The lions and the lambs
We have a two-party system in this country, but until recent decades, it wasn’t always easy to tell them apart. Southern conservatives tended to be Democrats and Northern liberals were just as likely to be Republicans.
In the old days, the parties were more like clubs, each with a full range of ideologies represented in their membership. When Eisenhower’s name came up for president before the 1952 elections, he could have run comfortably in either party. Sure, the Republicans were a wealthier club and tended to think kindly of big business and leather furniture. Democrats were always a little more scruffy.

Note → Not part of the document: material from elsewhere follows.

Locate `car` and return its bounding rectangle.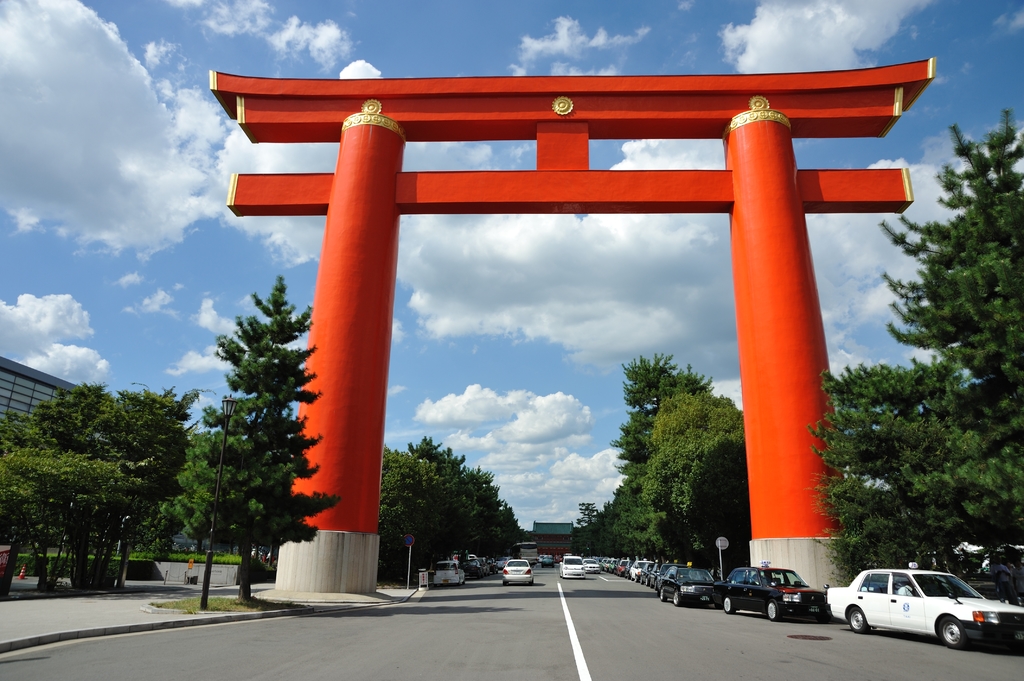
(557, 556, 586, 581).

”I’ve never been a member of any organized political party,” Will Rogers said. ”I’m a Democrat.”
The current trend, however, is to understand the parties as standing for ideologies.
But what those ideologies are has been harder to pinpoint. After all, the people calling themselves conservatives are no longer for conserving anything. Conservatives used to believe in the status quo; liberals wanted change.
Nowadays, the conservatives are calling for a radical agenda. That is what they used to accuse liberals of wanting.
The problem is that we have defined the two points of view wrongly. They are not merely conservative vs. liberal. In fact, the specific ”litmus test” issues raised by them are fairly recent. Those issues — welfare reform, reduced taxes and prayer in school on the so-called ”conservative” side and gender equity, racial equality and food labeling on the liberal side — are not beliefs held in a vacuum, but represent a deeper difference in how the two sides understand the world.
Underneath the specific issues there are deeper tendencies: Government redress of social inequity and regulation of powerful entities to protect the consumer and environment on the one side and smaller government and individual responsibility on the other.
Those competing world views can best be understood as the view of the lions and that of the lambs.
The lions are in charge of their lives. They do what they want when they want to do it. Food is there for the taking and they are king of all they survey. It is hardly surprising they value initiative.
Lions start businesses and create jobs; they provide leadership.
Ah, but the lambs flock together helplessly, blown about by fortune and foul winds. And they have a worrisome likelihood of becoming someone’s bowl of Cheerios. Initiative doesn’t have much to do with it.
In reality, the world is made up of both lambs and lions, and a sound public policy needs to accept this duality. The problems and arguments arise because Republicans create policy based on their belief that everyone is a lion. Democrats make policy believing that everyone is a lamb.
Neither will make lasting, effective policy beginning from such partial visions of human nature.
You can see the reality of the metaphor in the culture of victimhood that pervades Democratic constituency.
”I can’t succeed because X won’t let me.” Let X stand for white males, poverty, lack of self-esteem, or any of a host of bogeymen.
In each, the victim remains passive, a lamb bleating helplessly.
As for the Republicans, their rhetoric is largely a holdover from Victorian Horatio Alger books, where to be poor is to be lazy, and anyone with gumption can become a millionaire and smoke large, smelly cigars.
Neither world view alone is sufficient and true.
Lions recognize that ”empowerment” doesn’t come from committees, it comes from within. Lambs recognize that if the lion is allowed to have his way, someone will get hurt.
So Republicans hate any law that holds personal initiative in check, even when that initiative may pollute our air or enslave our populace.
And Democrats hate any law that fails to protect the helpless, even when the helpless may not need protecting.
One irony is that although most Republican movers and shakers are in fact lions, many of their constituents are helpless lambs who feel powerful by proxy, growing puff-cheeked in the fantasy of individual freedom and power.
Look at any Klan meeting in the South or any militia in Idaho and you will see a flock of losers strutting their stuff.
Concomitantly, although Democrats act as if everyone were a lamb, the party leadership is almost wholly made up of lions. At some level, they must recognize this disparity.
Nancy Pelosi doesn’t need welfare.
A lot of vitriol is thrown in the mistaken belief that Republicans or Democrats are the Great Satan who either oppresses the little guy or constrains our initiative.
As English poet William Blake would have it, “One law for the lion and the ox is oppression.”
In fact, the balance of carnivore and herbivore is a sign of ecological health.
Without a certain amount of regulation, we would have no air to breathe and no water to drink. With no regulation, what you get is Bhopal, Minimata and Chernobyl.
But too much regulation and you get a nation of faceless bureaucrats.
It is the nature of politics, as that of animals, to find its balance precariously and fitfully.